I have just installed the Windows SDK v7.1 (MSVC 10.0) and running my code through (almost) full warning level (W3, default for qmake’s CONFIG += warn_on) and am surprised about warning C4800: 'type' : forcing value to bool 'true' or 'false' (performance warning)
In the following code, stream is an std::istream and token is a std::string.
// in some function returning bool
return (stream >> token) // triggers warning c4800:
// '(void *)': forcing value to bool 'true' or 'false' (performance warning)`
// somewhere else
if( stream >> token ) // does not trigger warning c4800
What is going on here? I don’t even get why the warning is triggered in the first place. I thought the first bit of code already returned a bool anyways.
I understand this is nitpicking and the warning shouldn’t even exist, but it’s the only one in my code between MSVC’s /W3 and gcc’s -Wall -pedantic, so I’d like to know 🙂
SMALL UPDATE: I understand that the warning is designed to let you know you’re assuming int->bool conversion, but 1) why would you even still use bool (== why would an typedef int mostly) and 2)if(2) not convert 2 to true or false, I thought that was the whole idea of a predicate, being true or false.
Streams have an implicit conversion operator that returns a
void*. (That’s a version of the safe bool idiom. It’s done this way because there is less contexts in whichvoid*compiles thanbool, so there’s less contexts in which the implicit conversion could kick in unwanted.)[1]Streams’
operator>>()returns a reference to its left operand – the stream. That’s so you can chain input operations:strm >> value1 >> value2is executed as((strm >> value1) >> value2).Now, when you say
if( strm >> value ),strm >> valueis executed and a stream returned. In order to put that into anifstatement, the implicit conversion intovoid*is performed, and that pointer is then checked for beingNULLor not.That’s no different from
if(ptr), theifstatement implicit converts its condition tobool, but compilers would never warn about that, because the condition not being aboolis so common.With the
return, this is different. If you want to return a certain type, usually the expression you return should be of that type. VC’s warning is quite annoying and for me in 99 out of 100 times it was superfluous. But the remaining 1% (never a performance concern, BTW; I think that is silly about the warning) made me glad the warning is there.The workaround for this warning is to
where
<expression>is whatever you think should be considered a boolean value.[1] ISTR Stroustrup writing somewhere that an
operator bool()would silently compile if you messed up the operators:ostrm >> 5;(note the>>instead of<<) would compile fine, but silently do the wrong thing. (It converts the boolean to an integer and right-shifts that 5 times, then discard the value.)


Show all the lines in the data below that include the word "Household".

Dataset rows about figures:
* * *

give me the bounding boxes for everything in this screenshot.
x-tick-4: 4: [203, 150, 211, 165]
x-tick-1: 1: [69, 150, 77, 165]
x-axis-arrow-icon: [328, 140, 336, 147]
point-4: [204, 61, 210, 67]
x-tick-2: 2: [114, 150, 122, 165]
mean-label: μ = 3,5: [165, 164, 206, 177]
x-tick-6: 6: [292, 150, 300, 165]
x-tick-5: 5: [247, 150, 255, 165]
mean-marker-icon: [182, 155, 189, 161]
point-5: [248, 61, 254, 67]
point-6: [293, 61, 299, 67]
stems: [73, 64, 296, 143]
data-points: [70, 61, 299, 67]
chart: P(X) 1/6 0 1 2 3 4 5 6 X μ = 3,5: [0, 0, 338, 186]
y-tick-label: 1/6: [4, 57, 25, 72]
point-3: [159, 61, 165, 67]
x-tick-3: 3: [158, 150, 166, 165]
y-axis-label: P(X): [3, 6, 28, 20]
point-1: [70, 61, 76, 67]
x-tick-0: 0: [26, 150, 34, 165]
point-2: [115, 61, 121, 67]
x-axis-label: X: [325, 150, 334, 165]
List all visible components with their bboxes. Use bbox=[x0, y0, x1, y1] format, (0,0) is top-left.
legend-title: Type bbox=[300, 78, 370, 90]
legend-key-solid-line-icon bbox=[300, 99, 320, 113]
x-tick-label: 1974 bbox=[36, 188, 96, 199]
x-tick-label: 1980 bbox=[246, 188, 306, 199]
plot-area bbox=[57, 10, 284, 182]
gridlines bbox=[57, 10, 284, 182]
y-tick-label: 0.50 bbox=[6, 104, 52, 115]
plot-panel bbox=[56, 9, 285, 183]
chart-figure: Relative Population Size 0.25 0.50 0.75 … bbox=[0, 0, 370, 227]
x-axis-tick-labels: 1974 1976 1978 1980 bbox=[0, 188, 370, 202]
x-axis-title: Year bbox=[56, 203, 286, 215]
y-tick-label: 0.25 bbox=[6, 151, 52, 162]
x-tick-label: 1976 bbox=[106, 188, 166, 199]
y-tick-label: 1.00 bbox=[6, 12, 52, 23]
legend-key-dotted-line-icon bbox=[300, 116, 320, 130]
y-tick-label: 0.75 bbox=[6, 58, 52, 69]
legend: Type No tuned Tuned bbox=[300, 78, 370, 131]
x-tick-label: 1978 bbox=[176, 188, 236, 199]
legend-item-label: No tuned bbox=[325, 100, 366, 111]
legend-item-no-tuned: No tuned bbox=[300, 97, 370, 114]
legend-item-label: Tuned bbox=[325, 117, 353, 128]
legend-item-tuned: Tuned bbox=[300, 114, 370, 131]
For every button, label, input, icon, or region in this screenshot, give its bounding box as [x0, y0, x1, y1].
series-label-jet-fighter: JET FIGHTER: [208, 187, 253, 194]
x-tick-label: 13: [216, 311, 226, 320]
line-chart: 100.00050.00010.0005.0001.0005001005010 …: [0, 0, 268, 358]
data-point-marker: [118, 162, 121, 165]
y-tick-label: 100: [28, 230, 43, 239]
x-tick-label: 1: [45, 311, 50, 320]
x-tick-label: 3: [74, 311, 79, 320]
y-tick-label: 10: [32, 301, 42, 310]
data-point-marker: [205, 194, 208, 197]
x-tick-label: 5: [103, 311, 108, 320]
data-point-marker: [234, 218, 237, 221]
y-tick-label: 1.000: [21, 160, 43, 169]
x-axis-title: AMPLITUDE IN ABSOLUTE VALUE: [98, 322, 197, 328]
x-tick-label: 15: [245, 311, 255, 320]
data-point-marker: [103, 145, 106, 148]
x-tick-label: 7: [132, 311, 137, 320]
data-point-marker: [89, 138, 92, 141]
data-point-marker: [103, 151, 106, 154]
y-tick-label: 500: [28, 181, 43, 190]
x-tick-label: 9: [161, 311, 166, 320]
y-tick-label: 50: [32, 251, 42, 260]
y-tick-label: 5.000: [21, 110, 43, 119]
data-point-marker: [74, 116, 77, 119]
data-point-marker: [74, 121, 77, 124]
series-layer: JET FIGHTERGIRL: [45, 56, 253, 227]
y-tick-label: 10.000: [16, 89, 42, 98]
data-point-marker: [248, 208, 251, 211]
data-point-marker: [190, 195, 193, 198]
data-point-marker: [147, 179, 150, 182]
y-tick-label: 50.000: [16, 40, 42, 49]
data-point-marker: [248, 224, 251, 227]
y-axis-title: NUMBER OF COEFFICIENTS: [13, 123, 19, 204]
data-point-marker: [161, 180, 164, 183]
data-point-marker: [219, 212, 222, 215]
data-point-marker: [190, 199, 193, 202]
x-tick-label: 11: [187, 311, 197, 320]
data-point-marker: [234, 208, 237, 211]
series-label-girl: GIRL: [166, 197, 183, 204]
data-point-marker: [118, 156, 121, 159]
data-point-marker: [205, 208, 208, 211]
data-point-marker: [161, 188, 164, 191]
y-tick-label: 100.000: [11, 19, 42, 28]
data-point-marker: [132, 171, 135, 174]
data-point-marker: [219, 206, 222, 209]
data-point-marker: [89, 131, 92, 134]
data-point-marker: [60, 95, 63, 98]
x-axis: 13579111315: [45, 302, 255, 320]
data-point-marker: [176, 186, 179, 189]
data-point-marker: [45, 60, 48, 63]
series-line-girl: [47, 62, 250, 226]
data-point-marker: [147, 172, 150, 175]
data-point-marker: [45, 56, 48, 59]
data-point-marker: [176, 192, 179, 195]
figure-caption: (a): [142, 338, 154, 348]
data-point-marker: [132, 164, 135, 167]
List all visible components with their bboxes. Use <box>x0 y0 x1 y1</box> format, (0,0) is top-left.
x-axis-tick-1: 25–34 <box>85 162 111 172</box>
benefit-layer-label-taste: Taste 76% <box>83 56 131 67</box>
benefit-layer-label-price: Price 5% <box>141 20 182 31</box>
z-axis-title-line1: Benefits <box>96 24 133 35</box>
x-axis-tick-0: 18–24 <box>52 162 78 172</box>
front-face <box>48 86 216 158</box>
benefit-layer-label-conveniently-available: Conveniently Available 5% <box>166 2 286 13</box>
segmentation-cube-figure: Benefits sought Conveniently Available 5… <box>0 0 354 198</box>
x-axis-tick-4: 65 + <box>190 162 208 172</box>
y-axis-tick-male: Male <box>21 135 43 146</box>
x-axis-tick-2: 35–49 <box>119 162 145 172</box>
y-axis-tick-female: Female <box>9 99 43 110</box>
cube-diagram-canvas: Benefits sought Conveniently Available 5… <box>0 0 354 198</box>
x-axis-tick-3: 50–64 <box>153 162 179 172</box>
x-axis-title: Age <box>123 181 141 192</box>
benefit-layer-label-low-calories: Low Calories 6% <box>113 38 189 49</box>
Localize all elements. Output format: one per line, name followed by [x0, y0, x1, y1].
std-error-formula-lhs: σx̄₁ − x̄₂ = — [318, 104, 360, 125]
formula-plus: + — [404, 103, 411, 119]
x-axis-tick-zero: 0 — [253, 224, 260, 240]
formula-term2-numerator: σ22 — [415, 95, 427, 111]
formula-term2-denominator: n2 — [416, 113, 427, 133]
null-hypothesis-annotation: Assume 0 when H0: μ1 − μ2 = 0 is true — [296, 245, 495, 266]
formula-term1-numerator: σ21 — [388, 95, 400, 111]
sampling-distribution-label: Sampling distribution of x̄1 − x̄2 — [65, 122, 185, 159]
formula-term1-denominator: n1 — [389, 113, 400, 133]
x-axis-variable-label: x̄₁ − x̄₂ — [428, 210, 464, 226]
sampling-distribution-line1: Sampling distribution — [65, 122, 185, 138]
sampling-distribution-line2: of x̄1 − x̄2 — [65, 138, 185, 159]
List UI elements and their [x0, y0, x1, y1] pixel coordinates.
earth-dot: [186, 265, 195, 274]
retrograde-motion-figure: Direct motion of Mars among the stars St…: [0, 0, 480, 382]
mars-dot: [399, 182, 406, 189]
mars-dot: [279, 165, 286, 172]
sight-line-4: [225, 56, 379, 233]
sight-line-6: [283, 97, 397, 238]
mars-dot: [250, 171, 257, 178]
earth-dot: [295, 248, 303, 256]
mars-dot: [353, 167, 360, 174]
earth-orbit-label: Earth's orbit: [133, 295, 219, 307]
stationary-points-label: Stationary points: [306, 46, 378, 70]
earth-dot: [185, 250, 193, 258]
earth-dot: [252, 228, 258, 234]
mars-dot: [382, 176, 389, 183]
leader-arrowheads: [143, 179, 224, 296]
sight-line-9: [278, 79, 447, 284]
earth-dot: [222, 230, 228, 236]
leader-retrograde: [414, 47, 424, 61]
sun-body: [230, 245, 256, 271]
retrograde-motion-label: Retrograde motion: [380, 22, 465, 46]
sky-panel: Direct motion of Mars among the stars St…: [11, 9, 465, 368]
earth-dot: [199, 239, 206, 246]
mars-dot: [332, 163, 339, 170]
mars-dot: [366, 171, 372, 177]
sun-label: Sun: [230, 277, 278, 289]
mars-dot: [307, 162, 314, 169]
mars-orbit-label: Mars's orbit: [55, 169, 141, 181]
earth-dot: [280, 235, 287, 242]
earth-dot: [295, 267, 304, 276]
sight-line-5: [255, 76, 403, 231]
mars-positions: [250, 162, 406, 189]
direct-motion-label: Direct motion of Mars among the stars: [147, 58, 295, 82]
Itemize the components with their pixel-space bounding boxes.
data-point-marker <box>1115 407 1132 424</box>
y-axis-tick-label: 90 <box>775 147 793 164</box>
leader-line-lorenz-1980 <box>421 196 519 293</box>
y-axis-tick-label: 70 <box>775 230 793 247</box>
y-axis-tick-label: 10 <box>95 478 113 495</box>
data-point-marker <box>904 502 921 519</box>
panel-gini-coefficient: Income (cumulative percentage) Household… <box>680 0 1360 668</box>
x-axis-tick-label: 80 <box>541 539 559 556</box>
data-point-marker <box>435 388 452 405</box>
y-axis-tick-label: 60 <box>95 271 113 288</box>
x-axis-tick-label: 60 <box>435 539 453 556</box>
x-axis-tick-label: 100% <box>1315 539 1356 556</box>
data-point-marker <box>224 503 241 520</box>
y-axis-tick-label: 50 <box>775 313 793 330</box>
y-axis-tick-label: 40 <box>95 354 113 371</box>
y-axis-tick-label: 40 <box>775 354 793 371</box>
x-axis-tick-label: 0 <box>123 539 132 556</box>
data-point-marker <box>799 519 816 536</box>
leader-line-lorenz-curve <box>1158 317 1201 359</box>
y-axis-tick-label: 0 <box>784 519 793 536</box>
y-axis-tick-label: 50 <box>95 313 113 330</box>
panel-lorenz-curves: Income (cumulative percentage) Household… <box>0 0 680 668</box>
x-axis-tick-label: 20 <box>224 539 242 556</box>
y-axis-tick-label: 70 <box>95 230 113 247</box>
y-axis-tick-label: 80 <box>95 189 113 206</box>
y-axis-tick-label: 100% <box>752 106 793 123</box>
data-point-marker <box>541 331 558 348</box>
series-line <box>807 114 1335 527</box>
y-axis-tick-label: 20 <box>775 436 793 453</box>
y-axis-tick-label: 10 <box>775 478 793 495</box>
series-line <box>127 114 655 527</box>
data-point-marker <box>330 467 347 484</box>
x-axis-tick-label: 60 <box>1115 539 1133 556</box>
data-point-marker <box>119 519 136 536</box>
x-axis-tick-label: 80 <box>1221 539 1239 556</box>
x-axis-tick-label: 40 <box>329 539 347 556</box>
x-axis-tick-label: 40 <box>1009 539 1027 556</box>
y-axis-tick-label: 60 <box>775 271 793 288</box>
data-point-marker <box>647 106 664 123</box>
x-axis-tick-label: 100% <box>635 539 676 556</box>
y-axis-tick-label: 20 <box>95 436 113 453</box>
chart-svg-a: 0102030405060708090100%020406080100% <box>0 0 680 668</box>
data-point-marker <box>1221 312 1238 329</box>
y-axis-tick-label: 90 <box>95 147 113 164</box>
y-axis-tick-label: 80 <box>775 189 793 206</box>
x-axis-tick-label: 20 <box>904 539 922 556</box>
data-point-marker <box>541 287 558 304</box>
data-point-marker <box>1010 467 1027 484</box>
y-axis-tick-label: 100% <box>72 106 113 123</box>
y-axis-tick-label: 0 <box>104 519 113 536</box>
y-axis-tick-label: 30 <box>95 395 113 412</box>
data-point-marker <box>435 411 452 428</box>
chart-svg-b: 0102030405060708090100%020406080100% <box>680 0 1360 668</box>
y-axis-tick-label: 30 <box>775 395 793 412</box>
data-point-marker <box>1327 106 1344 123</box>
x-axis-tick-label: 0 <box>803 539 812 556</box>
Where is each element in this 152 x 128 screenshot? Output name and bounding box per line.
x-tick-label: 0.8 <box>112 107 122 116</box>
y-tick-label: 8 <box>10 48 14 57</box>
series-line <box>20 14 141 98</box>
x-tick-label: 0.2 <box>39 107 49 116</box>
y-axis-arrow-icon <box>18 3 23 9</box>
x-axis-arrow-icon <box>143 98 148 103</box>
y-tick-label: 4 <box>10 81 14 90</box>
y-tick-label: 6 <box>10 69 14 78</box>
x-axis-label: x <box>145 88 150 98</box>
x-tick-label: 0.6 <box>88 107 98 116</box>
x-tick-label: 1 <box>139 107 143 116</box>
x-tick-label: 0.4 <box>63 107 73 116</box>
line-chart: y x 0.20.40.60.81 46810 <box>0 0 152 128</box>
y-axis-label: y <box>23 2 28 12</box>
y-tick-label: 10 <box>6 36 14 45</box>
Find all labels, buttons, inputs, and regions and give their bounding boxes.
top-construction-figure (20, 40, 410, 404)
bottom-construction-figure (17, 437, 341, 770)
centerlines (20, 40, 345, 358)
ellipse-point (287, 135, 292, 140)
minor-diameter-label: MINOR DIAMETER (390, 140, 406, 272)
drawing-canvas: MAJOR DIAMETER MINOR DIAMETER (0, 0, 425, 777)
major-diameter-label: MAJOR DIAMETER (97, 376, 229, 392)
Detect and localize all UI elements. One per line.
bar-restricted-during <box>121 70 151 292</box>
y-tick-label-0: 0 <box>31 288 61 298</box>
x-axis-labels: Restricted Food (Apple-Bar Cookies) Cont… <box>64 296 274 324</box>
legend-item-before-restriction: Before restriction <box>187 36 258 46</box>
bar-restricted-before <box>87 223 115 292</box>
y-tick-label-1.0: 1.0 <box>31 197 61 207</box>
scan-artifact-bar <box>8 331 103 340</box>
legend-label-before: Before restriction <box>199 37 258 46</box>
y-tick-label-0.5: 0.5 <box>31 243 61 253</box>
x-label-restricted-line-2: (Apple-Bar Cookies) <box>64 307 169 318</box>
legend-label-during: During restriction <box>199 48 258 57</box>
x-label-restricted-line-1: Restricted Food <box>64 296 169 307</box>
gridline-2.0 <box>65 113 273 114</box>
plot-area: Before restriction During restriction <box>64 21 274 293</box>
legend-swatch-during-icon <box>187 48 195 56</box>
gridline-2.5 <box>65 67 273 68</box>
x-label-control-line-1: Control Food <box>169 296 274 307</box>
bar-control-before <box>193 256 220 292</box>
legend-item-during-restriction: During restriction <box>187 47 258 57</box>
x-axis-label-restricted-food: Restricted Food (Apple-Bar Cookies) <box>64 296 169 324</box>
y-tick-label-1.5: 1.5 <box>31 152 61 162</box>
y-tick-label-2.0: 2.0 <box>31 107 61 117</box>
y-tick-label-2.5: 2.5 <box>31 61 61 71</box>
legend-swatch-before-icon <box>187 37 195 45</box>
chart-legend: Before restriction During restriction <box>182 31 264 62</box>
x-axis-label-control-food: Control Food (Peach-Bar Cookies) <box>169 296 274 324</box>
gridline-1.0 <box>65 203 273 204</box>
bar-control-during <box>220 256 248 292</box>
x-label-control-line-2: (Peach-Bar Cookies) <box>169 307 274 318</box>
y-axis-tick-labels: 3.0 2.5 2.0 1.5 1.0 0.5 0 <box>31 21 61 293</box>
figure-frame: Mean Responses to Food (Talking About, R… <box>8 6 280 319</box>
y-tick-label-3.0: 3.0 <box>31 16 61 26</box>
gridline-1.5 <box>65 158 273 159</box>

* * *

TASK ANSWER >>
panel-gini-coefficient: Income (cumulative percentage) Household… <box>680 0 1360 668</box>
panel-lorenz-curves: Income (cumulative percentage) Household… <box>0 0 680 668</box>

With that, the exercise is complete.